Another proposed road is an extension of the Nevada Central from Battle Mountain northward into Idaho.

Nevada a Land of Great Possibilities.

Notwithstanding its sterile and forbidding appearance, Nevada is capable of supporting an immense population. The soil, which to the eyes of strangers appears so poor and barren, is one of the strongest and richest in America. It is formed of decomposed lava and various kinds of volcanic rocks, and contains large quantities of all the various mineral constituents necessary to a strong and healthy growth of every kind of farm produce known to the temperate zone. All that is required to produce a rank growth of vegetation of every kind is a supply of water; all other life-giving agents are contained in the soil. On the mountain slopes and the bench-lands, which look so arid and worthless, the soil is even stronger and more kindly than in the valleys. With water all the mountain-sides may be made veritable hanging gardens.

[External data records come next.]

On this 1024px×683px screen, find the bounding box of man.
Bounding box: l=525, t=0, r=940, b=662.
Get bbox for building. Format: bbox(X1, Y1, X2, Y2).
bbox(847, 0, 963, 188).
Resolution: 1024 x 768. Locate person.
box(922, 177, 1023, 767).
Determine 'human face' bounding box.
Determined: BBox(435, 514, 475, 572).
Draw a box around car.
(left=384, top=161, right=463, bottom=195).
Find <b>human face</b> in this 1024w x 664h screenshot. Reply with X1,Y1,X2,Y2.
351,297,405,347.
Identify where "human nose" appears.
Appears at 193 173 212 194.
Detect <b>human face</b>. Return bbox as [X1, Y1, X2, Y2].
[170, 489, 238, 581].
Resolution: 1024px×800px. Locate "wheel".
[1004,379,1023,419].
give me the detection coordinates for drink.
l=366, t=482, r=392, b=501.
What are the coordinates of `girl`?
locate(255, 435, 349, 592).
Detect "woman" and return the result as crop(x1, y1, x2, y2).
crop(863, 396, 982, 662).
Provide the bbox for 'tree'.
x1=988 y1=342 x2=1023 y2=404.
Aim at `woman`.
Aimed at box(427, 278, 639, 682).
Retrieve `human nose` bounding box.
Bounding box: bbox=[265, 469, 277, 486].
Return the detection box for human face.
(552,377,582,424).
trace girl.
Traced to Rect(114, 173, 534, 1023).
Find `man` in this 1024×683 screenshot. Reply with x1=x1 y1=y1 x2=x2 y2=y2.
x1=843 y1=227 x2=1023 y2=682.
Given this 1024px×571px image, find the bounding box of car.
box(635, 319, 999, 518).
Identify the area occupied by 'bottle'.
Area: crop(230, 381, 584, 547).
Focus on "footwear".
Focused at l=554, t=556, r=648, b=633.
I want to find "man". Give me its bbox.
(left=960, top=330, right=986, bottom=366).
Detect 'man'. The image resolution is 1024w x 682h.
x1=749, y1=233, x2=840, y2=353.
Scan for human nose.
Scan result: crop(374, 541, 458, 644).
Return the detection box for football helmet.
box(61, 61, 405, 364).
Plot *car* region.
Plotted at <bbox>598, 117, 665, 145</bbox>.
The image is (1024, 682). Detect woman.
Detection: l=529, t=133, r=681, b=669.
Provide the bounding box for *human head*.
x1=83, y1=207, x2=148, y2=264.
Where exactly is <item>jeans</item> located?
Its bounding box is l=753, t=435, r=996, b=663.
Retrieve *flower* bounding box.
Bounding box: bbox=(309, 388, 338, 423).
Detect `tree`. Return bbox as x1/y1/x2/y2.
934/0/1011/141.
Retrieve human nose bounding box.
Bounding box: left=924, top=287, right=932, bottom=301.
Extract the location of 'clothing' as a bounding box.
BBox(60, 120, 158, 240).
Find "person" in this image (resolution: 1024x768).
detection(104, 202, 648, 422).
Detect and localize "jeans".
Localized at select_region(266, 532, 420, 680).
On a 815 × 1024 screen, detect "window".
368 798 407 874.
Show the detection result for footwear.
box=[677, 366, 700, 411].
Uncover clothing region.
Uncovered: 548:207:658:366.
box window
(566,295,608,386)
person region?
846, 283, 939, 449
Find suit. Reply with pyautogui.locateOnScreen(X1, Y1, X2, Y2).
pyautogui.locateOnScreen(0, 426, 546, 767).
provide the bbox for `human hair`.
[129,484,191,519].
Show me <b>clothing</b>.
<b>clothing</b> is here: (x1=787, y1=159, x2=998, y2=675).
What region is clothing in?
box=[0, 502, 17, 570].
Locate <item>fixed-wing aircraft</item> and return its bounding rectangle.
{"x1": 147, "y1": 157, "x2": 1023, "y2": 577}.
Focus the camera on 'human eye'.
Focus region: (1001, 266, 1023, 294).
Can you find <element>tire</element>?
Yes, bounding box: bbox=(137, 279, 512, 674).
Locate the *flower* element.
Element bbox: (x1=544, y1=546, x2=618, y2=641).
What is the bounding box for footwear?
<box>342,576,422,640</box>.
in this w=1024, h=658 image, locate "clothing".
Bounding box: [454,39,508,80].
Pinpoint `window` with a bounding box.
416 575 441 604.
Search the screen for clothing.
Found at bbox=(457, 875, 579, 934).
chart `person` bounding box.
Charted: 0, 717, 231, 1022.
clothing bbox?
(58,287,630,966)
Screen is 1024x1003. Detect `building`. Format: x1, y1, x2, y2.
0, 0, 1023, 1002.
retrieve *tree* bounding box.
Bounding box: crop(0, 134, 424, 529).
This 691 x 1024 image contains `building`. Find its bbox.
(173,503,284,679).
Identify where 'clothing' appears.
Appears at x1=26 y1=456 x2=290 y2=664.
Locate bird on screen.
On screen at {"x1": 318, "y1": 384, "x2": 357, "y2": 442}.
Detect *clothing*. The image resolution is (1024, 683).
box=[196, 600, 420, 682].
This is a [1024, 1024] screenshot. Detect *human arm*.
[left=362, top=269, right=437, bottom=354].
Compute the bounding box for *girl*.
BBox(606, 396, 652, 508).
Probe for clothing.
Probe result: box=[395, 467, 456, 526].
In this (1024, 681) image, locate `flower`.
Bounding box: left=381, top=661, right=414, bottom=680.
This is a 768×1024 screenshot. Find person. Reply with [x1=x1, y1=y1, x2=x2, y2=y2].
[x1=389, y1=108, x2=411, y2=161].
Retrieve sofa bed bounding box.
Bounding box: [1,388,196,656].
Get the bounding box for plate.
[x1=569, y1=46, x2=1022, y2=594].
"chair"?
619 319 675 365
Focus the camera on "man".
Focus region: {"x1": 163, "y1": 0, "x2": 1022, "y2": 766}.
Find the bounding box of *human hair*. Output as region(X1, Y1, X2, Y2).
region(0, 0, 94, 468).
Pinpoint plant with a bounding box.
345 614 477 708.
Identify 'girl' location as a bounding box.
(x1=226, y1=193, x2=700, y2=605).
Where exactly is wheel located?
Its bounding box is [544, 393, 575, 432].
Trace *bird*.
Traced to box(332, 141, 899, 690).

Until within the past year agriculture (as regards irrigation) has been left to take care of itself. It has been left to individuals, each working after a plan of his own. There has been no established system of irrigation, and, save in one or two instances, no attempt at storing water in order to maintain a large and regular supply. The water used is taken as it flows from the mountains, as the snow banks deposited in winter melt away in the early spring and first summer months. Then, in average seasons, there are for a month or two floods of water pouring down all the rivers, creeks, and canyons. This great rush of water passes down into the interior lakes and “sinks” without being utilized for any purpose, and is lost. Were this water caught up in storage reservoirs ten times the area of land at present irrigated could be brought under cultivation.